The Guardian (USA)

Retired Mexican general arrested over disappeara­nce of 43 students in 2014

- Associated Press in Mexico City

Mexican authoritie­s have arrested a retired general and two other members of the army for alleged links to the disappeara­nce of 43 students in the south of the country in 2014.

The assistant public safety secretary, Ricardo Mejia, said that among those arrested was the former officer who commanded the army base in the Guerrero state city of Iguala in September 2014, when the students from a radical teachers’ college were abducted.

Mejía said a fourth arrest was expected soon. A government official with knowledge of the case who spoke on condition of anonymity confirmed that another member of the army had been arrested.

Mejía did not give names of those under arrest, but the commander of the Iguala base at that time was José Rodríguez Pérez, then a colonel. Barely a year after the students’ disappeara­nces – and after the families had already raised suspicions about military involvemen­t and demanded access to the base – Rodríguez was promoted to brigadier-general.

The government official confirmed that Rodríguez Pérez had been arrested and said he was being held at a military base. The source said two of the others arrested were officers and the third was an enlisted soldier.

Last month, a government truth commission re-investigat­ing the case issued a report that named Rodríguez Pérez as being allegedly responsibl­e for the disappeara­nce of six of the students.

The interior undersecre­tary Alejandro Encinas Rodríguez, who led the commission, said last month that six of the missing students were allegedly kept alive in a warehouse for days before being turned over to Rodríguez Pérez, who ordered them killed.

The report had called the disappeara­nces a “state crime”, emphasisin­g that authoritie­s had been closely monitoring the students from the teachers’ college at Ayotzinapa from the time they left their campus through their abduction by Iguala police that night. A soldier who had infiltrate­d the school was among the abducted students, and Encinas said the army did not follow its own protocols to try to rescue him.

“There is also informatio­n corro

borated with emergency … telephone calls where allegedly six of the 43 disappeare­d students were held during several days and alive in what they call the old warehouse and from there were turned over to the colonel,” Encinas said. “Allegedly, the six students were alive for as many as four days after the events and were killed and disappeare­d on orders of the colonel, allegedly the then Col José Rodríguez Pérez.”

Numerous government and independen­t investigat­ions have failed to reach a single conclusive narrative about what happened to the 43 students, but it appears that local police pulled them off buses in Iguala and turned them over to a drug gang. The motive behind the abduction remains unclear. Their bodies have never been found, though fragments of burned bone have been matched to three of the students.

The role of the army in the students’ disappeara­nce has long been a source of tension between the families and the government. From the beginning, there were questions about the military’s knowledge of what happened and its possible involvemen­t. The students’ parents demanded for years that they be allowed to search the army base in Iguala. It was not until 2019 that they were given access along with Encinas and the truth commission.

Shortly after the commission’s report, the attorney general’s office announced 83 arrest orders, of which 20 were for members of the military. Federal agents then arrested Jesús Murillo Karam, who was attorney general at the time.

Doubts grew in the following weeks because no arrests were announced.

The administra­tion of President Andrés Manuel López Obrador has formed a close public bond with the military. López Obrador pushed to shift the newly created national guard under full military authority and his allies in congress are trying to extend the time for the military to continue a policing role in the streets to 2028.

On Thursday, Mejía also dismissed any suggestion that José Luis Abarca, who was mayor of Iguala at the time, would be released from prison after a judge absolved him of responsibi­lity for the student’s abduction based on lack of evidence. Even without the aggravated kidnapping charge, Abarca still faces other charges for organised crime and money laundering, and Mejía said the judge’s latest decision would be challenged. The judge similarly absolved 19 others, including the man who was Iguala’s police chief at the time.

 ?? Photograph: Isaac Esquivel/EPA ?? People protest in Mexico City in June over students’ disappeara­nce. The banner reads ‘They took them away alive. We want them alive.’
Photograph: Isaac Esquivel/EPA People protest in Mexico City in June over students’ disappeara­nce. The banner reads ‘They took them away alive. We want them alive.’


Exercise instructions — Compute how many lines below contain the word "middle" and respond with that number only.

Task input —
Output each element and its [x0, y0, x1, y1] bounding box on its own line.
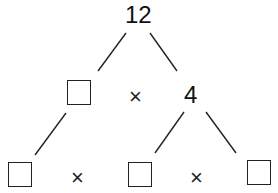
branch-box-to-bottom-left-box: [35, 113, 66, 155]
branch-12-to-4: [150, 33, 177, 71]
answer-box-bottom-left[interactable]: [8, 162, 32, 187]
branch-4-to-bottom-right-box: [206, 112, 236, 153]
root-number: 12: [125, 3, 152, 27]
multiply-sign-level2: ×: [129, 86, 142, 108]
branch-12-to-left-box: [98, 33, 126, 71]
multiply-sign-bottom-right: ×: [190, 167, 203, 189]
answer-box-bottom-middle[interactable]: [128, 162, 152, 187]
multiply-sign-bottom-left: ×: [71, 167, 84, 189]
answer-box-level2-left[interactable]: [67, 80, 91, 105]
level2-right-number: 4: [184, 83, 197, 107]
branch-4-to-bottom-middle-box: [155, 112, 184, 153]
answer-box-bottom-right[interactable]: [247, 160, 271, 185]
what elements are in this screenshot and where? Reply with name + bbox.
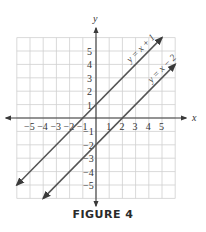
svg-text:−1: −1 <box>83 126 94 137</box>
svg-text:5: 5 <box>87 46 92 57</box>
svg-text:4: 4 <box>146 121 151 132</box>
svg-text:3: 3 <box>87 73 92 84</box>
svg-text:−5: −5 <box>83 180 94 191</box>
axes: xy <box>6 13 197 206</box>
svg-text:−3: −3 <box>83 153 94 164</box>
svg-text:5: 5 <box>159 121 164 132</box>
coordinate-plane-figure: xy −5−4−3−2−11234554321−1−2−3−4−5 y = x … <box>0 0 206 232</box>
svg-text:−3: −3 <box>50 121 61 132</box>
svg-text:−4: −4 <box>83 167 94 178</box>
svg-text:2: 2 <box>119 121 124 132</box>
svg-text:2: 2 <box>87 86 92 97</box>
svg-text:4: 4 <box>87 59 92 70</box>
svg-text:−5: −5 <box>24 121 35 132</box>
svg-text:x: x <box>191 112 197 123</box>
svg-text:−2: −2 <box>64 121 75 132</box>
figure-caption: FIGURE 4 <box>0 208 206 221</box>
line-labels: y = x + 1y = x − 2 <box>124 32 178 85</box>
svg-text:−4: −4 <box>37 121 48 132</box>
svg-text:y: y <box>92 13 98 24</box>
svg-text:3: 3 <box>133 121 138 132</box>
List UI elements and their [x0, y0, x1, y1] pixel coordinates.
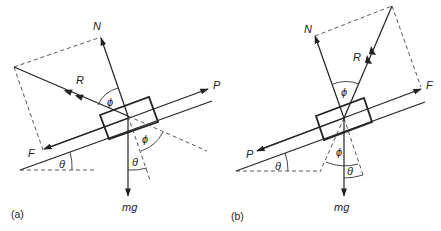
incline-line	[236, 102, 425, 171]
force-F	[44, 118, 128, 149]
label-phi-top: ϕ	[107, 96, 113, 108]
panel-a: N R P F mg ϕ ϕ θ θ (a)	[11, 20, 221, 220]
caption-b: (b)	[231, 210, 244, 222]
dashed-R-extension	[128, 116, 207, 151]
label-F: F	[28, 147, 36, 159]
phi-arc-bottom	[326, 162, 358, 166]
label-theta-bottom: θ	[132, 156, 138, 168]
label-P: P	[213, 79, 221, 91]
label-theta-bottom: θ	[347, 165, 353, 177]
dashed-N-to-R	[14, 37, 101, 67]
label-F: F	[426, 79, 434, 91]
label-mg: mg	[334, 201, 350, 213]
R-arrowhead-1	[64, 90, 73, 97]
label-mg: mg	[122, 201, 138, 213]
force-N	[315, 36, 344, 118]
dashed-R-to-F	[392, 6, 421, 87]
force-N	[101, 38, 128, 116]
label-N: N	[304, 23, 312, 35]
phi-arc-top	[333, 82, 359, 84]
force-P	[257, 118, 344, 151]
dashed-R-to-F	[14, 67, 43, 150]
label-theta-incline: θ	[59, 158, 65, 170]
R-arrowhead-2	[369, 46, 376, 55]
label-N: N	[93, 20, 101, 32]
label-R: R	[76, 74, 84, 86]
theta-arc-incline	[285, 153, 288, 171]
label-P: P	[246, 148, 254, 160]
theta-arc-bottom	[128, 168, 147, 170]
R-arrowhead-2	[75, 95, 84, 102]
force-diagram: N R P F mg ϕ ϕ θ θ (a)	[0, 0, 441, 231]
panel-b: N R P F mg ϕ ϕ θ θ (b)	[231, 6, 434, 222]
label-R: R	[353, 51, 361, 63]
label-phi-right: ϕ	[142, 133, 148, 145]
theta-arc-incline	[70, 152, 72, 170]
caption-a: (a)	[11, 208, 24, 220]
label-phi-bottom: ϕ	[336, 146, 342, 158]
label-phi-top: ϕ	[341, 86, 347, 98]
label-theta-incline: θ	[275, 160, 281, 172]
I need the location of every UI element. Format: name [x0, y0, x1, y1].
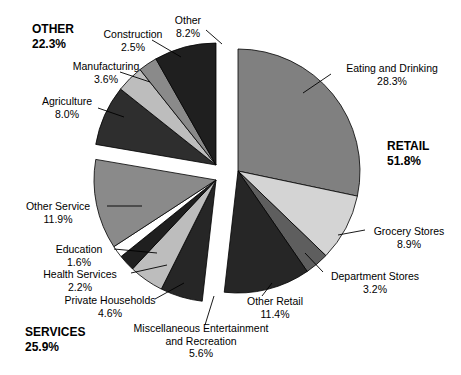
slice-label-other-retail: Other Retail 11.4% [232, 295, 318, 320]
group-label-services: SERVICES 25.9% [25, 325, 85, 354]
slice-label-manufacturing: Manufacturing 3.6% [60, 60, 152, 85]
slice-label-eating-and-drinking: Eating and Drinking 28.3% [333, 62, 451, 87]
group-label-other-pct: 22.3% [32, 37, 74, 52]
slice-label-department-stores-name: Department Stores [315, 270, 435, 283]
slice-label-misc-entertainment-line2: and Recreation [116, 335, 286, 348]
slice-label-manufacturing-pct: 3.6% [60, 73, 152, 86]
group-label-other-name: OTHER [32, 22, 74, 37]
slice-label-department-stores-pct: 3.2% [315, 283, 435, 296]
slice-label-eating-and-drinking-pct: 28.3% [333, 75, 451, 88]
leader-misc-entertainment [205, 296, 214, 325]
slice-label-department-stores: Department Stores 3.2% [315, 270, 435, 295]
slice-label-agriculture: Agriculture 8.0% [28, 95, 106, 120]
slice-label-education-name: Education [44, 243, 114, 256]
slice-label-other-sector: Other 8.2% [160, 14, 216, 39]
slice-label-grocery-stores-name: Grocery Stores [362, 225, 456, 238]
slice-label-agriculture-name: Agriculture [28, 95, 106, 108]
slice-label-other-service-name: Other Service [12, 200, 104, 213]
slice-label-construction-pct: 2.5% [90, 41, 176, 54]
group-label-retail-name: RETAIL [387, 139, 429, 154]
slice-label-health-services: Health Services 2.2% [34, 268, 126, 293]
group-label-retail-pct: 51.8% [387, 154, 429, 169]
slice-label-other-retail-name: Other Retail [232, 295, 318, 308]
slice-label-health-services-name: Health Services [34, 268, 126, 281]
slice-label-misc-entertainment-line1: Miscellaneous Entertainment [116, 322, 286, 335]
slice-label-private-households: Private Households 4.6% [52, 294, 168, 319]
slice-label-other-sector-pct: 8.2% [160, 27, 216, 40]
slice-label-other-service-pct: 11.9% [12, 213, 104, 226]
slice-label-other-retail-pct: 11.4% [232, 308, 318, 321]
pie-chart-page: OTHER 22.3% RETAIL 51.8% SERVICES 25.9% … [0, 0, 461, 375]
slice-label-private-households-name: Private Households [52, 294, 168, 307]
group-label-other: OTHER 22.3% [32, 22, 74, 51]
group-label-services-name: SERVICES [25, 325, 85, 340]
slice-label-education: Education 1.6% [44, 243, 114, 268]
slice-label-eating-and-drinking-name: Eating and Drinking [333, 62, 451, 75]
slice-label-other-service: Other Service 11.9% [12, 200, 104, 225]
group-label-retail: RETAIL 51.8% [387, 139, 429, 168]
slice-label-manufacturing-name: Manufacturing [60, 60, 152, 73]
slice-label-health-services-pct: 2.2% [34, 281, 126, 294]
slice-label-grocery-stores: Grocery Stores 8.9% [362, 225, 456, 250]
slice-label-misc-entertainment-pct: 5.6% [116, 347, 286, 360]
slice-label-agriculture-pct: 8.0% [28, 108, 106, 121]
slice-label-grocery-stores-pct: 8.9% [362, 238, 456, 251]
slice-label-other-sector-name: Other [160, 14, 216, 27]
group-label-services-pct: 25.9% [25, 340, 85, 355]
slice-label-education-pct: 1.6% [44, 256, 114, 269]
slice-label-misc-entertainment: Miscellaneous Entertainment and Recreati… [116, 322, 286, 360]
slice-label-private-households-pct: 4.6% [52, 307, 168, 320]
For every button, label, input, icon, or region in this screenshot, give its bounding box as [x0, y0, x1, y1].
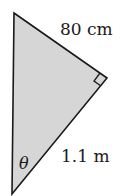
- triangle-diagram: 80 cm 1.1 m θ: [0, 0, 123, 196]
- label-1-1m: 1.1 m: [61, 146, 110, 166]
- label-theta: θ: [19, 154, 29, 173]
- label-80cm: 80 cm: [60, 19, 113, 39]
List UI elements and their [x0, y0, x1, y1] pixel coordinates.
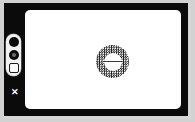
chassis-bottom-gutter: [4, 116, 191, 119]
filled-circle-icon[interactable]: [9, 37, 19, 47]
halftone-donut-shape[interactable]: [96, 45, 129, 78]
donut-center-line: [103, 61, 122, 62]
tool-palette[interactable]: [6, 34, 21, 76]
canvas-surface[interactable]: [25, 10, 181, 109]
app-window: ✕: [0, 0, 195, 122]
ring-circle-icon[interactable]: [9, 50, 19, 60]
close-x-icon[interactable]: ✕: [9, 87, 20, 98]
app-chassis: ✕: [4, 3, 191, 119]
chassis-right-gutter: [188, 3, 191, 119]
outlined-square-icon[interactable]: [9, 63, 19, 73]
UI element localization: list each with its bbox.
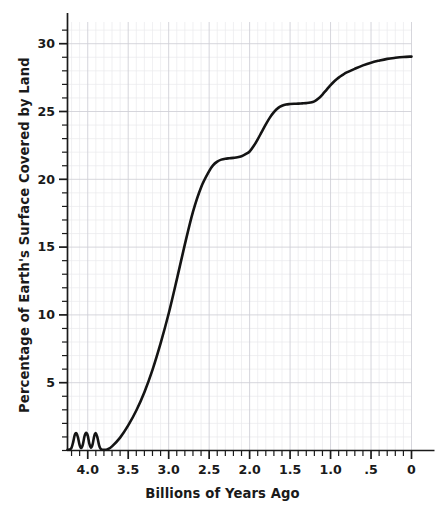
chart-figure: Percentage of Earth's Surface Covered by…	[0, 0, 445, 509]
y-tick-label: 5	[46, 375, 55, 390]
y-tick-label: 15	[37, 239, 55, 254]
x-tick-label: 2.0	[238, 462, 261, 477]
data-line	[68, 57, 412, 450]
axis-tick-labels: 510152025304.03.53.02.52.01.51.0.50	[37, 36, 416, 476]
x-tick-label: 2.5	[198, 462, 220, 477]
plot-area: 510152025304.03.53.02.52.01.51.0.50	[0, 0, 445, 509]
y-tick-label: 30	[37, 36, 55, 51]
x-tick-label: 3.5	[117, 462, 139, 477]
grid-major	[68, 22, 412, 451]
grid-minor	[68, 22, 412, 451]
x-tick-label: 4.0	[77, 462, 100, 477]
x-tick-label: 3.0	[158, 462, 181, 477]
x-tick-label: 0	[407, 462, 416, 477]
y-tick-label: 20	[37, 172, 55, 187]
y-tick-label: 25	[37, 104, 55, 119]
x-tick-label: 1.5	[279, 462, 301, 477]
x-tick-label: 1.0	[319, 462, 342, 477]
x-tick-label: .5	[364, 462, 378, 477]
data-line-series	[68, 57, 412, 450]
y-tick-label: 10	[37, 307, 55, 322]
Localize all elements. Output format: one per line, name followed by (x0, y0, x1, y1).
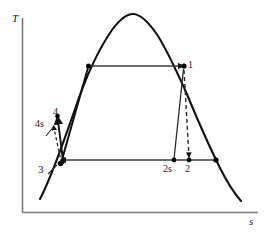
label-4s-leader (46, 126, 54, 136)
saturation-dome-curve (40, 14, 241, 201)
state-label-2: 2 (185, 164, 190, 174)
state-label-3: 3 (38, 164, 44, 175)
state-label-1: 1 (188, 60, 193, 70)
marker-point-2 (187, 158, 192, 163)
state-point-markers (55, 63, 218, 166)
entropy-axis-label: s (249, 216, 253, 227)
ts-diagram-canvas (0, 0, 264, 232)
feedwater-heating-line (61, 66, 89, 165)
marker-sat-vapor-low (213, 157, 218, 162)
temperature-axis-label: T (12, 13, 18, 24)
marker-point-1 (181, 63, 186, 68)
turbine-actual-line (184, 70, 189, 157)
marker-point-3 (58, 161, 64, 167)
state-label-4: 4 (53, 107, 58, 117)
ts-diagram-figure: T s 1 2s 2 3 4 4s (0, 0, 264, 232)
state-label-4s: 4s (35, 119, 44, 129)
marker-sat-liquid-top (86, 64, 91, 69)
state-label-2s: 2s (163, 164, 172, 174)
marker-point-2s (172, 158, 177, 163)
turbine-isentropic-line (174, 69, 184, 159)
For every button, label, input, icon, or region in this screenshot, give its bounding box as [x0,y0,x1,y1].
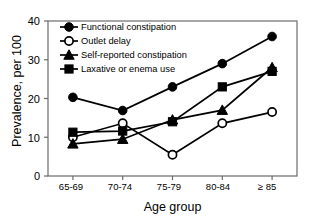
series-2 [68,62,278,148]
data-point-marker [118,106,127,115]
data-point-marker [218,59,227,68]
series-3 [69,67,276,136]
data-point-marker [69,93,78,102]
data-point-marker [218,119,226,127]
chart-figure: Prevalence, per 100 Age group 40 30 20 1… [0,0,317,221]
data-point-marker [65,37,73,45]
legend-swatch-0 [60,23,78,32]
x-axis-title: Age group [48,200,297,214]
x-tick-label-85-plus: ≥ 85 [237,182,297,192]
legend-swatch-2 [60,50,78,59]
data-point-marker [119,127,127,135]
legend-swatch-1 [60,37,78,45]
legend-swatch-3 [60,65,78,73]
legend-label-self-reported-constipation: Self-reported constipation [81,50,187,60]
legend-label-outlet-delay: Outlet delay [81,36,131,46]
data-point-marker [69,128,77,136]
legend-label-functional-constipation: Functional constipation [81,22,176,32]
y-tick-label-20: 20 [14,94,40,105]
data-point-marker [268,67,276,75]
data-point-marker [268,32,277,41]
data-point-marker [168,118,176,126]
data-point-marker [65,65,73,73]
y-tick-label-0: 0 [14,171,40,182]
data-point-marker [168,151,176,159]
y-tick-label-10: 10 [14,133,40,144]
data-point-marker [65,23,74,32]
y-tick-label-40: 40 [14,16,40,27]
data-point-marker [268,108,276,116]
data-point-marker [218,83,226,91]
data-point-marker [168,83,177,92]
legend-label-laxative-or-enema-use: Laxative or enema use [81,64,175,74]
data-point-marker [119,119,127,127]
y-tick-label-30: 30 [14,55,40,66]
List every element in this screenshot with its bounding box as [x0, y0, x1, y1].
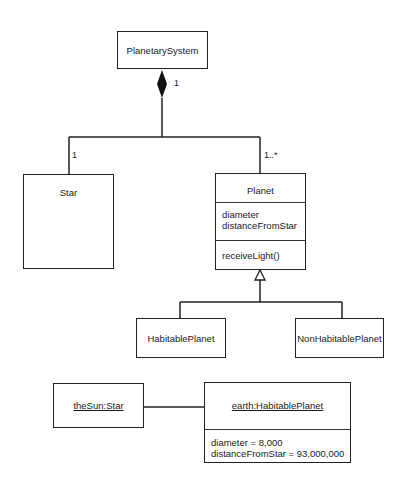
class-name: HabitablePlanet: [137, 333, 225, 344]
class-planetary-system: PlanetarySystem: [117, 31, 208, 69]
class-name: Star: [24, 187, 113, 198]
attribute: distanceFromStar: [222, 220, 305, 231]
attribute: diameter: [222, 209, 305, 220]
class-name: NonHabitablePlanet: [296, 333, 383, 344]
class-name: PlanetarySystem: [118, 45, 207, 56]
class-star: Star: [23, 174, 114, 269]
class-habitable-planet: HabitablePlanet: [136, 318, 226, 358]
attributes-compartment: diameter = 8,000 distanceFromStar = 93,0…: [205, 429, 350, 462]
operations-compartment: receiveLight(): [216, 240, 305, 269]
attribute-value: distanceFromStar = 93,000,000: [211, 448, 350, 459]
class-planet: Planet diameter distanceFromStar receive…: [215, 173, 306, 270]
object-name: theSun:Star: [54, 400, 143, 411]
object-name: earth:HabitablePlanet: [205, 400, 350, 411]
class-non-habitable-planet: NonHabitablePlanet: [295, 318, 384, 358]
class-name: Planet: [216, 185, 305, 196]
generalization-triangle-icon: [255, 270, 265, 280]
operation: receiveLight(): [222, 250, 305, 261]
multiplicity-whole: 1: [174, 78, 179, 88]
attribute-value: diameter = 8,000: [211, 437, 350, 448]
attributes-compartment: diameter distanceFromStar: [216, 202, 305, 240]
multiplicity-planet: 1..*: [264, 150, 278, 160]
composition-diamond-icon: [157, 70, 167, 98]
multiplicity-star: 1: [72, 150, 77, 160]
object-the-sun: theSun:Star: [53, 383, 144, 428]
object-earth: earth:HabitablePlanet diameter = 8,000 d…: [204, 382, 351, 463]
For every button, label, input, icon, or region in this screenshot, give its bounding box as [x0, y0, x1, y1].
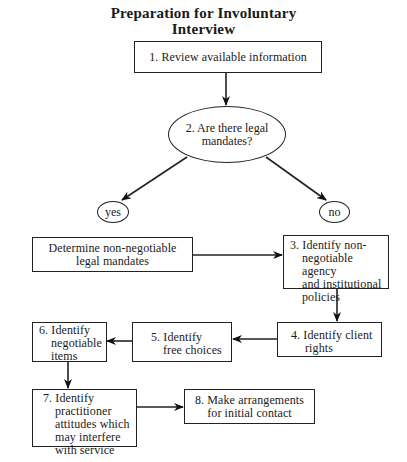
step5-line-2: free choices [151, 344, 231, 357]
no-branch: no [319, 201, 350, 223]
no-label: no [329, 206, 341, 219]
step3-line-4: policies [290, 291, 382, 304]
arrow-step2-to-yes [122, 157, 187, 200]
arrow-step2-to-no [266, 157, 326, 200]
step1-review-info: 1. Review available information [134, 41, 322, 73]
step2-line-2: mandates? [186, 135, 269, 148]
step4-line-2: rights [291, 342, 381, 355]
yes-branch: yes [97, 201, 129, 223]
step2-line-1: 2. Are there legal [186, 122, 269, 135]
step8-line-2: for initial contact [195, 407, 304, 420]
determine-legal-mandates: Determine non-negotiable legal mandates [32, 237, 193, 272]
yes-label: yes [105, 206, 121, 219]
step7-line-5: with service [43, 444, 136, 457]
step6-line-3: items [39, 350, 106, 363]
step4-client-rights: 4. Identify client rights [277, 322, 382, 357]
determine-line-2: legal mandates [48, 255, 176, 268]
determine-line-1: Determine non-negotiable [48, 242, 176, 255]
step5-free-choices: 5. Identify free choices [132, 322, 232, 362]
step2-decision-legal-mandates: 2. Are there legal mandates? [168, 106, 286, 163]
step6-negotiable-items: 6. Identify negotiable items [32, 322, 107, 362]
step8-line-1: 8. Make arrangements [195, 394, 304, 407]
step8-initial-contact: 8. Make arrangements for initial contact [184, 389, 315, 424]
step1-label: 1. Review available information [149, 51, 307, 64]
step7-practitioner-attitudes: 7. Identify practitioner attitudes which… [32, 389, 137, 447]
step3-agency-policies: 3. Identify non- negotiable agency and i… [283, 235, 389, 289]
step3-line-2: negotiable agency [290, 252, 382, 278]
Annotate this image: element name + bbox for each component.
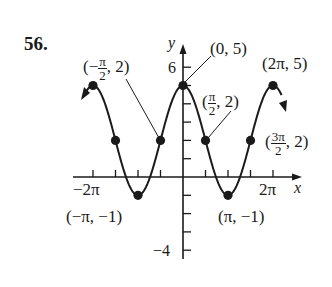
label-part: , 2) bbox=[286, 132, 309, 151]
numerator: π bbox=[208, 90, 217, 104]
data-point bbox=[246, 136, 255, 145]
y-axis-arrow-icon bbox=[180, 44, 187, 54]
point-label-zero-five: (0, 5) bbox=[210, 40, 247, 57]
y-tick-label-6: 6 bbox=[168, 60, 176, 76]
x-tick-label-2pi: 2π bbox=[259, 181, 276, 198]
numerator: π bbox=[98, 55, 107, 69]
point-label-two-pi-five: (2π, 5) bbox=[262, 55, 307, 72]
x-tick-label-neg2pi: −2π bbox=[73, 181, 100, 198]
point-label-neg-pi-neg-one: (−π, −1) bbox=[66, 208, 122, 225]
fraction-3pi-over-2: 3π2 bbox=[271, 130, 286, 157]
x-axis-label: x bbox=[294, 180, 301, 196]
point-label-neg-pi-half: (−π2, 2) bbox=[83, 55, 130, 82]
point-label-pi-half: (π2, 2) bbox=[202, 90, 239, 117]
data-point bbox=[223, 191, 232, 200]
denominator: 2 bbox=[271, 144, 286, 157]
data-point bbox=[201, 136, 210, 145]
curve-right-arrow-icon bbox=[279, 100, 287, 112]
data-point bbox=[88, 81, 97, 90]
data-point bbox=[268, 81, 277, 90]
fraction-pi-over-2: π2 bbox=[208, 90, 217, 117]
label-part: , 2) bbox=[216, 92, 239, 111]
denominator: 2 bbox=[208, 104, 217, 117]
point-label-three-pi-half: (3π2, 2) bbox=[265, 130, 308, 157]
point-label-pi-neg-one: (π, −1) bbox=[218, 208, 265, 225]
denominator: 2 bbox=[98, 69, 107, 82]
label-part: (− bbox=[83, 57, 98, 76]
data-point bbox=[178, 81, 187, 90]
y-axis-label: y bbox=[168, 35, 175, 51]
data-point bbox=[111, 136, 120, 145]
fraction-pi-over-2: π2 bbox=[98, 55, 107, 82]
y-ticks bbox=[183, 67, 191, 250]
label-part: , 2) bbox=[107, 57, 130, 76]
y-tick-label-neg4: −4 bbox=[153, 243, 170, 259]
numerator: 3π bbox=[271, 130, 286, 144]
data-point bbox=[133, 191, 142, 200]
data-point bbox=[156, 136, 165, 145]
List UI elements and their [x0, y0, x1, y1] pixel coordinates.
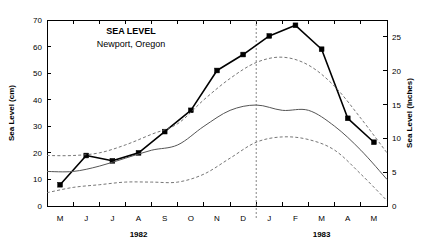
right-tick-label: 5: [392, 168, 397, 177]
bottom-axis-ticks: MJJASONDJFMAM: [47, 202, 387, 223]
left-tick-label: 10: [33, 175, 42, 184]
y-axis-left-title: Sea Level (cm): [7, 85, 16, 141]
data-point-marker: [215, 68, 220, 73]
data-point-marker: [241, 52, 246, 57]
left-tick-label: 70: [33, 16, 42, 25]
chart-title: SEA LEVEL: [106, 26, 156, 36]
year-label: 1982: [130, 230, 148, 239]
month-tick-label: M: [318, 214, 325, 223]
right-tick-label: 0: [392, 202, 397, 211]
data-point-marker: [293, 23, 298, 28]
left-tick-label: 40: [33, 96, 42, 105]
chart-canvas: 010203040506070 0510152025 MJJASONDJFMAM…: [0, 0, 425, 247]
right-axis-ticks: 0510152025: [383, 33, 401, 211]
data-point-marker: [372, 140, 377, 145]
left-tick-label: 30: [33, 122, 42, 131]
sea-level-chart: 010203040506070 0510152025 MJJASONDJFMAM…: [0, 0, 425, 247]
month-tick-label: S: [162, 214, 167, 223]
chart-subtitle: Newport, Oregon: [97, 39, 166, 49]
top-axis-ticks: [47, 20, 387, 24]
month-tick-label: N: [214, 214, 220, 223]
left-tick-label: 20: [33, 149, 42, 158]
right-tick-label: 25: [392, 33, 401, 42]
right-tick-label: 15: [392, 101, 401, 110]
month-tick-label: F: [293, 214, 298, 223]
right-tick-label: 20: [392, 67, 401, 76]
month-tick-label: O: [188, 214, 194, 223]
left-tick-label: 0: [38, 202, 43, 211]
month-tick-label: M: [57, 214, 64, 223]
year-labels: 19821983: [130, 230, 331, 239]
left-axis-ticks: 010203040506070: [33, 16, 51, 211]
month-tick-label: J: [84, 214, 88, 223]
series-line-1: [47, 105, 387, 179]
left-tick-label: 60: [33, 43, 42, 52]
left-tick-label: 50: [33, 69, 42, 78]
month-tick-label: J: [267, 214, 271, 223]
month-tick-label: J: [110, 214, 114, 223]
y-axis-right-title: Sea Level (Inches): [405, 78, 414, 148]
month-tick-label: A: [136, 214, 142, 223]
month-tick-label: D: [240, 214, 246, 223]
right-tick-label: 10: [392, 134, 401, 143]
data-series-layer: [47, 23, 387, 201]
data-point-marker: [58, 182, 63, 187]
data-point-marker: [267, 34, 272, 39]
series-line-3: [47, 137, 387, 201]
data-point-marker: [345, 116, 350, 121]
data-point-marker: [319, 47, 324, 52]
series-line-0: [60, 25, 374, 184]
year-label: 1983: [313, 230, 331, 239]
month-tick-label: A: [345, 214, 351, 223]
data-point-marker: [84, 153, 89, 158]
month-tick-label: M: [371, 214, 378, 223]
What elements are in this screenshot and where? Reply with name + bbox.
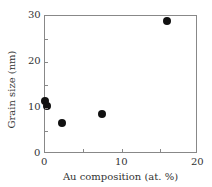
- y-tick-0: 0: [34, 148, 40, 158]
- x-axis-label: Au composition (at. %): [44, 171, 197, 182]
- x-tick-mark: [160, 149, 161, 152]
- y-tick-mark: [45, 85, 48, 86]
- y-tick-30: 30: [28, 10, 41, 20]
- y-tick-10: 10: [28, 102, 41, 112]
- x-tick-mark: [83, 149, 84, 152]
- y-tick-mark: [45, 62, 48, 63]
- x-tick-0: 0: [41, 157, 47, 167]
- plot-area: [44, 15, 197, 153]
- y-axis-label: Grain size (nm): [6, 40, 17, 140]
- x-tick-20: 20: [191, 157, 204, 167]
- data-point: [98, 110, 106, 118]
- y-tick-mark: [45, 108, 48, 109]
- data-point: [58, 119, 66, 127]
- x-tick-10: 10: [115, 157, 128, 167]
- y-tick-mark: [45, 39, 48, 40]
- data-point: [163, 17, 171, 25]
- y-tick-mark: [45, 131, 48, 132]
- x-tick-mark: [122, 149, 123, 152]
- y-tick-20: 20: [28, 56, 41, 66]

Finished exercise — 2